**Activity:** Copy out exactly the stretch of the listing below that begins at the line containing "You are a GUI" and ends at the line containing "This screenshot has height=803, width=1427.", and copy nothing outside it.

**Dataset content:**
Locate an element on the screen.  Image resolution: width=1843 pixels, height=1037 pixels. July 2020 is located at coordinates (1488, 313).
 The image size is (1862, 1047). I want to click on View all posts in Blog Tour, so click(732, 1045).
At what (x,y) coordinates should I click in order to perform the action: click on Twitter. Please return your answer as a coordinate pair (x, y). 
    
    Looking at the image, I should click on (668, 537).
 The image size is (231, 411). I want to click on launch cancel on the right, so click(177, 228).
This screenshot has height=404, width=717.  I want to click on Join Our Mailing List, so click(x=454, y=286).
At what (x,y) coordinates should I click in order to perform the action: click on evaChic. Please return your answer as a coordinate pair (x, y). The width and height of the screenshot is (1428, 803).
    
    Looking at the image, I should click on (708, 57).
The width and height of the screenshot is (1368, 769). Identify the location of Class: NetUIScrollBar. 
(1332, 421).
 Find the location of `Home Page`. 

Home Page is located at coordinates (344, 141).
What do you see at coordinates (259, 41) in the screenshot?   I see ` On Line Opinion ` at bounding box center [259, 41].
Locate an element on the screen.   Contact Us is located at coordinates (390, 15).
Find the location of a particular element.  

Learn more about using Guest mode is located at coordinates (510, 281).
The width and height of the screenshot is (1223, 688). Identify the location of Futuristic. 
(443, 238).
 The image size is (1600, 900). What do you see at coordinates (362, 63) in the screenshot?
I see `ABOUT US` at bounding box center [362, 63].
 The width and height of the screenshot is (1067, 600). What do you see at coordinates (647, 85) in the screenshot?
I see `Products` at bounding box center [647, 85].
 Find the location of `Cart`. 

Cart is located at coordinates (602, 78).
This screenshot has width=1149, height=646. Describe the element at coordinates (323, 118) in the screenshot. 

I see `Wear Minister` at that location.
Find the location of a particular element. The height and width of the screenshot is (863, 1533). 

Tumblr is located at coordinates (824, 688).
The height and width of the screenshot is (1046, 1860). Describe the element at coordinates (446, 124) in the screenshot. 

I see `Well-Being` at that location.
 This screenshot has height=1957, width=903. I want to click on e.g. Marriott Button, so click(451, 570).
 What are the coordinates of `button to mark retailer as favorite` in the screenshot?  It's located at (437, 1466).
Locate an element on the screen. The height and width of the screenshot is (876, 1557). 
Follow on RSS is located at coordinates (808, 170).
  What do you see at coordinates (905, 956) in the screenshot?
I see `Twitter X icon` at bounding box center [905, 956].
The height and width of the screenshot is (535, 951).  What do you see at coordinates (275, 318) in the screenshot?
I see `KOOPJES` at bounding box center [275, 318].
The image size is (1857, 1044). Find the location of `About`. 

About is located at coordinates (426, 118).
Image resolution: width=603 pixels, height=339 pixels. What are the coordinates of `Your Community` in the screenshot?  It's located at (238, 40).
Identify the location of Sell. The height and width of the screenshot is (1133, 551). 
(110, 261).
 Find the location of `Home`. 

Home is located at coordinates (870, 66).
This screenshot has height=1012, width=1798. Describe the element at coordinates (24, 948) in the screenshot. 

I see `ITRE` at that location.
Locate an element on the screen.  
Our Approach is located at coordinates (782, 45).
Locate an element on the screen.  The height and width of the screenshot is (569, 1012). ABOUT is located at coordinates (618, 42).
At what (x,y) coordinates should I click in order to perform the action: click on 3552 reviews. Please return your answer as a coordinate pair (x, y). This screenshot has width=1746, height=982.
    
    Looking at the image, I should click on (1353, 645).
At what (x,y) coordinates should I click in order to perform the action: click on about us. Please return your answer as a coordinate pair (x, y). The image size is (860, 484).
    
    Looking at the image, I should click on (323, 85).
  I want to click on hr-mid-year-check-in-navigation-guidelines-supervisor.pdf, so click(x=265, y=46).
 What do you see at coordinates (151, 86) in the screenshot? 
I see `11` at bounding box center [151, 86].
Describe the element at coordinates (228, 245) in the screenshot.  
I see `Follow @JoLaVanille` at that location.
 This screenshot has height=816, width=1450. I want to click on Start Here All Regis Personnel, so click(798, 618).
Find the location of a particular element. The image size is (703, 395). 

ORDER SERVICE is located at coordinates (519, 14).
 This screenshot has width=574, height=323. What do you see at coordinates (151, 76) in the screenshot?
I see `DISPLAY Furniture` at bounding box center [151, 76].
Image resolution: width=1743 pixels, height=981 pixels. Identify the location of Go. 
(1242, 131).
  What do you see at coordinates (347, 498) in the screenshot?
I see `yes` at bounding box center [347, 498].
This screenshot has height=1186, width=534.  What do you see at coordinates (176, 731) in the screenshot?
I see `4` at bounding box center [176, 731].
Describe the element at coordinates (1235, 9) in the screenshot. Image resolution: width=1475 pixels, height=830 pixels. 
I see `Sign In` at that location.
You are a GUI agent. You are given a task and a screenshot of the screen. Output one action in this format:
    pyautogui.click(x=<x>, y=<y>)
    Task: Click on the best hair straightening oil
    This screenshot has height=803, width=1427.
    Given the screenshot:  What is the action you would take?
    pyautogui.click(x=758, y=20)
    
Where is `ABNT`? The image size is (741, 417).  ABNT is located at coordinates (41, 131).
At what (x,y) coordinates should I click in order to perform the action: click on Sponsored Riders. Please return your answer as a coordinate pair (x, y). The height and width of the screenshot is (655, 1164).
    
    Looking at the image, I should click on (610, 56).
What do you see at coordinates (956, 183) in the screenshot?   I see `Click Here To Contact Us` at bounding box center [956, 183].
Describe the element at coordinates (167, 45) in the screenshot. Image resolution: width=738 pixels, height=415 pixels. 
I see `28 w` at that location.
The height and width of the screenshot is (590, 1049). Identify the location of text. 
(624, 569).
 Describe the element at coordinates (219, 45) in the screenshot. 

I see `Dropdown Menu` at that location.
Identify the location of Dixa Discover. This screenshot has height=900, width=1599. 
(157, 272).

**Exercise solution:**
You are a GUI agent. You are given a task and a screenshot of the screen. Output one action in this format:
    pyautogui.click(x=<x>, y=<y>)
    Task: Click on the best hair straightening oil
    This screenshot has height=803, width=1427.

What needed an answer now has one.